Indeed, the Congressional Budget Office estimated that its initial 10-year cost was $138 billion, and the unfunded "fix" would continue to add massively to the nation's deficit thereafter. Taxpayers should not be burdened with heavier debt because an irresponsible Congress wants to bum-rush Medicare physician payment reform.

The second threat arises from the Children's Health Insurance Program. CHIP was created in 1997 to provide coverage for uninsured children whose families earned too much to qualify for Medicaid. Its continued role, however, is uncertain due to the enactment of the Affordable Care Act. Yet, some are already calling for Congress to provide additional funding for the CHIP program in the lame-duck session. It shouldn't. There is plenty of CHIP money left for FY 2015, so there is no need to act before the end of this year.

Congress must do its due diligence before promising additional taxpayer dollars for CHIP. This certainly requires hearings to review the program's effectiveness, as well as determining how much funding is still available in the program and how the remaining funding is distributed among the states.

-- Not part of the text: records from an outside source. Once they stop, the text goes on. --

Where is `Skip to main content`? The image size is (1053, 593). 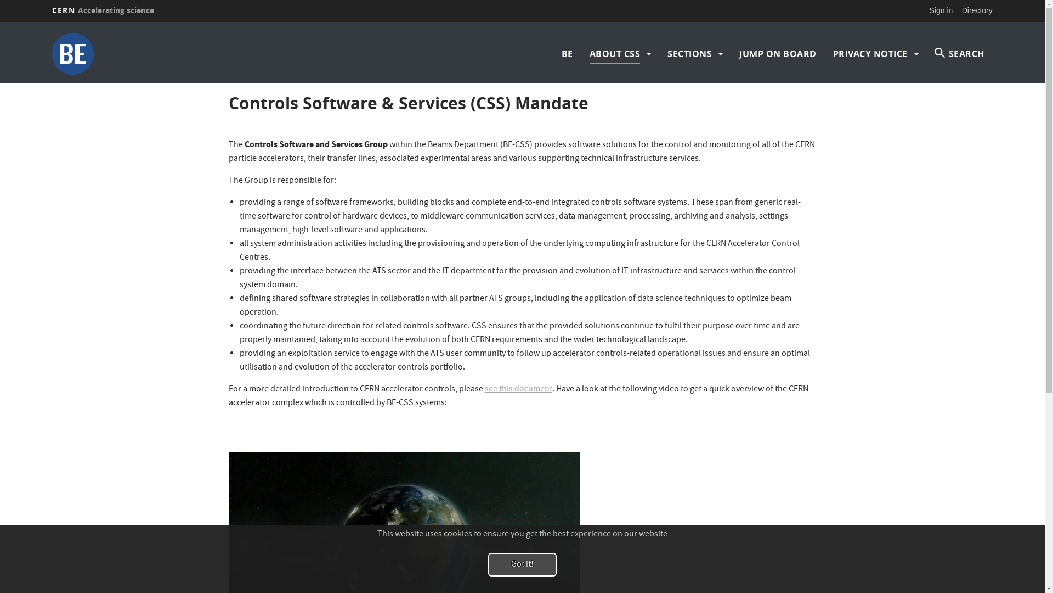 Skip to main content is located at coordinates (0, 22).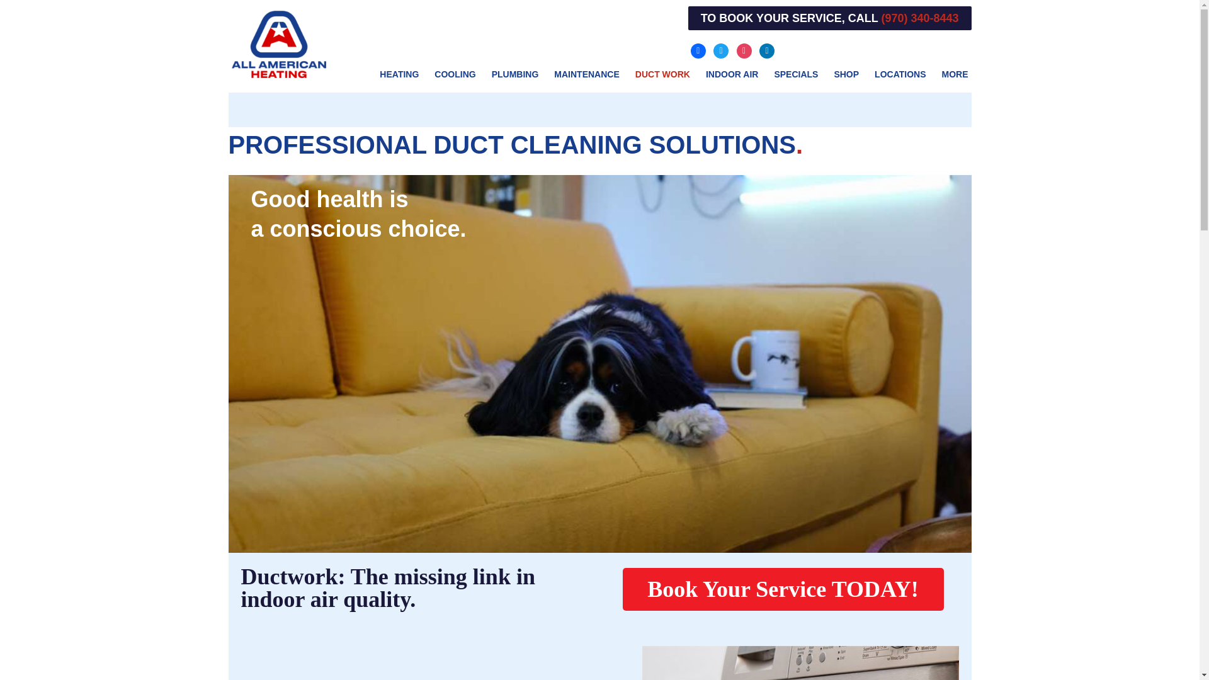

Other important issues relating to enrollment and the interaction of the CHIP program with the Affordable Care Act also need to be explored and addressed. These questions should be raised through the normal congressional process of hearings and committee mark-ups. Fast-tracking the bill would be tantamount to asking federal taxpayers to write a check without offering any justification for the request.

James Madison, writing in "The Federalist," insisted that lawmakers should have an "immediate dependence on, and an intimate sympathy with, the people." Members of Congress (even those who are soon to depart) should assure accountability and protect America's taxpayers by sparing the country a lame-duck session and letting the new Congress do its job.

 - Nina Owcharenko is director of the Center for Health Policy Studies at The Heritage Foundation where Robert E. Moffit is a senior fellow.